Gandantegchinlen Monastery - History

History

The monastery was constructed by the order of Yongzheng Emperor in 1727. Nine years later, it was established and named Qingning Si by Qianlong Emperor, as residence of the Second Jebtsundamba, Outer Mongolia's highest reincarnated lama. It became the principal center of Buddhist learning in Mongolia.

In the 1930s, the Communist government of Mongolia, under the leadership of Khorloogiin Choibalsan and under the influence of Joseph Stalin, destroyed all but a few monasteries and killed more than 15,000 lamas.

Gandantegchinlen Khiid monastery, having escaped this mass destruction, was closed in 1938, but then reopened in 1944 and allowed to continue as the only functioning Buddhist monastery, under a skeleton staff, as a token homage to traditional Mongolian culture and religion. With the end of Marxism in Mongolia in 1990, restrictions on worship were lifted.

Read more about this topic:  Gandantegchinlen Monastery

Famous quotes containing the word history:

    There are two great unknown forces to-day, electricity and woman, but men can reckon much better on electricity than they can on woman.
    Josephine K. Henry, U.S. suffragist. As quoted in History of Woman Suffrage, vol. 4, ch. 15, by Susan B. Anthony and Ida Husted Harper (1902)

    A man will not need to study history to find out what is best for his own culture.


Problem description -
Copy every line below exactly.

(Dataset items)
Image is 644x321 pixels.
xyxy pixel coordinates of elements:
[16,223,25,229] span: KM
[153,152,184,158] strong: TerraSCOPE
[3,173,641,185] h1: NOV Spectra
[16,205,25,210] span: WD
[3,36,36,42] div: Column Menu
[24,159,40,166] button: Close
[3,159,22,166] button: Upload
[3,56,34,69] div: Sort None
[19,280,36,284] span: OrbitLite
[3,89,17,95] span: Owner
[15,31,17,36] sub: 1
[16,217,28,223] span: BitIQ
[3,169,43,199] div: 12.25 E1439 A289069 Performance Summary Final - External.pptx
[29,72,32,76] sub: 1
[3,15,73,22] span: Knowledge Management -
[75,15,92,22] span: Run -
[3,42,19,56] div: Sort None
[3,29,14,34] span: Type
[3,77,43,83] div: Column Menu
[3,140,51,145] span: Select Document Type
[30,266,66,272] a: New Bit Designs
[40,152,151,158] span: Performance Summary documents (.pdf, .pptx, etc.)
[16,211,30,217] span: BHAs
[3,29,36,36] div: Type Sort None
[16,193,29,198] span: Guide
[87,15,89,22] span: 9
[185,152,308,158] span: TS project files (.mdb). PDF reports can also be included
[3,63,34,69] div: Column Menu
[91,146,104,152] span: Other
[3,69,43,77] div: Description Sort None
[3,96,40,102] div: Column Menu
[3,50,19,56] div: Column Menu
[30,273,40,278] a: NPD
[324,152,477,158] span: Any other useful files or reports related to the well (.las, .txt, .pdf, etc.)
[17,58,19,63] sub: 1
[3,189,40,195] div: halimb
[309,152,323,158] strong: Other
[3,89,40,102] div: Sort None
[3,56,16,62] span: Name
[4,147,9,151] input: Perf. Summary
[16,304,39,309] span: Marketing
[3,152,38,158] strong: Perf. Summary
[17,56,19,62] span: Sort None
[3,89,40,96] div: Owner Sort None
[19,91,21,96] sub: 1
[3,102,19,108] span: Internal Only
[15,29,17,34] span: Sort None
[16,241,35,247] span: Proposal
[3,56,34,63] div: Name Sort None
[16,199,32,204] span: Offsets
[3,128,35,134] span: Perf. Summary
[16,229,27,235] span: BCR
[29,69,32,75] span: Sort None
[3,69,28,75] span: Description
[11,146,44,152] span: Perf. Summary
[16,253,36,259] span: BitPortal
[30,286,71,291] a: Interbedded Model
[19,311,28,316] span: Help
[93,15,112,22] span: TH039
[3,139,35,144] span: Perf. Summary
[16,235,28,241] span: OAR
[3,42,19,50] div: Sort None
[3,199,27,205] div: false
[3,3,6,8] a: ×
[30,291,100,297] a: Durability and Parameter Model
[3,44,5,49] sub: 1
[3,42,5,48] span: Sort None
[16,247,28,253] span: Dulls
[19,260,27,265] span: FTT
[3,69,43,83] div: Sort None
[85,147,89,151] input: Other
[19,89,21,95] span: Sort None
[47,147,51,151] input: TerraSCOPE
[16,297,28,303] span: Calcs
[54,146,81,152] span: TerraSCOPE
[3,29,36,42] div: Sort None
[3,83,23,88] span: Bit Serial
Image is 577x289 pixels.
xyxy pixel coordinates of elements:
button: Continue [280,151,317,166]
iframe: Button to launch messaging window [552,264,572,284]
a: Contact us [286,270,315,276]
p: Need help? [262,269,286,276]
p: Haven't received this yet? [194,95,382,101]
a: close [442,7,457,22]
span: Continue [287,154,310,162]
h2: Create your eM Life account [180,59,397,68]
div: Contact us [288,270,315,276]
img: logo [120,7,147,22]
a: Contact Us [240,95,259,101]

Output -
Image is 644x321 pixels.
xyxy pixel coordinates of elements:
[16,223,25,229] span: KM
[153,152,184,158] strong: TerraSCOPE
[3,173,641,185] h1: NOV Spectra
[16,205,25,210] span: WD
[3,36,36,42] div: Column Menu
[24,159,40,166] button: Close
[3,159,22,166] button: Upload
[3,56,34,69] div: Sort None
[19,280,36,284] span: OrbitLite
[3,89,17,95] span: Owner
[15,31,17,36] sub: 1
[16,217,28,223] span: BitIQ
[3,169,43,199] div: 12.25 E1439 A289069 Performance Summary Final - External.pptx
[29,72,32,76] sub: 1
[3,15,73,22] span: Knowledge Management -
[75,15,92,22] span: Run -
[3,42,19,56] div: Sort None
[3,29,14,34] span: Type
[3,77,43,83] div: Column Menu
[3,140,51,145] span: Select Document Type
[30,266,66,272] a: New Bit Designs
[40,152,151,158] span: Performance Summary documents (.pdf, .pptx, etc.)
[16,211,30,217] span: BHAs
[3,29,36,36] div: Type Sort None
[16,193,29,198] span: Guide
[87,15,89,22] span: 9
[185,152,308,158] span: TS project files (.mdb). PDF reports can also be included
[3,63,34,69] div: Column Menu
[91,146,104,152] span: Other
[3,69,43,77] div: Description Sort None
[3,96,40,102] div: Column Menu
[3,50,19,56] div: Column Menu
[30,273,40,278] a: NPD
[324,152,477,158] span: Any other useful files or reports related to the well (.las, .txt, .pdf, etc.)
[17,58,19,63] sub: 1
[3,189,40,195] div: halimb
[309,152,323,158] strong: Other
[3,89,40,102] div: Sort None
[3,56,16,62] span: Name
[4,147,9,151] input: Perf. Summary
[16,304,39,309] span: Marketing
[3,152,38,158] strong: Perf. Summary
[17,56,19,62] span: Sort None
[3,89,40,96] div: Owner Sort None
[19,91,21,96] sub: 1
[3,102,19,108] span: Internal Only
[15,29,17,34] span: Sort None
[16,241,35,247] span: Proposal
[3,56,34,63] div: Name Sort None
[16,199,32,204] span: Offsets
[3,128,35,134] span: Perf. Summary
[16,229,27,235] span: BCR
[29,69,32,75] span: Sort None
[3,69,28,75] span: Description
[11,146,44,152] span: Perf. Summary
[16,253,36,259] span: BitPortal
[30,286,71,291] a: Interbedded Model
[19,311,28,316] span: Help
[93,15,112,22] span: TH039
[3,139,35,144] span: Perf. Summary
[16,235,28,241] span: OAR
[3,42,19,50] div: Sort None
[3,199,27,205] div: false
[3,3,6,8] a: ×
[30,291,100,297] a: Durability and Parameter Model
[3,44,5,49] sub: 1
[3,42,5,48] span: Sort None
[16,247,28,253] span: Dulls
[19,260,27,265] span: FTT
[3,69,43,83] div: Sort None
[85,147,89,151] input: Other
[19,89,21,95] span: Sort None
[47,147,51,151] input: TerraSCOPE
[16,297,28,303] span: Calcs
[54,146,81,152] span: TerraSCOPE
[3,29,36,42] div: Sort None
[3,83,23,88] span: Bit Serial
Image is 577x289 pixels.
xyxy pixel coordinates of elements:
button: Continue [280,151,317,166]
iframe: Button to launch messaging window [552,264,572,284]
a: Contact us [286,270,315,276]
p: Need help? [262,269,286,276]
p: Haven't received this yet? [194,95,382,101]
a: close [442,7,457,22]
span: Continue [287,154,310,162]
h2: Create your eM Life account [180,59,397,68]
div: Contact us [288,270,315,276]
img: logo [120,7,147,22]
a: Contact Us [240,95,259,101]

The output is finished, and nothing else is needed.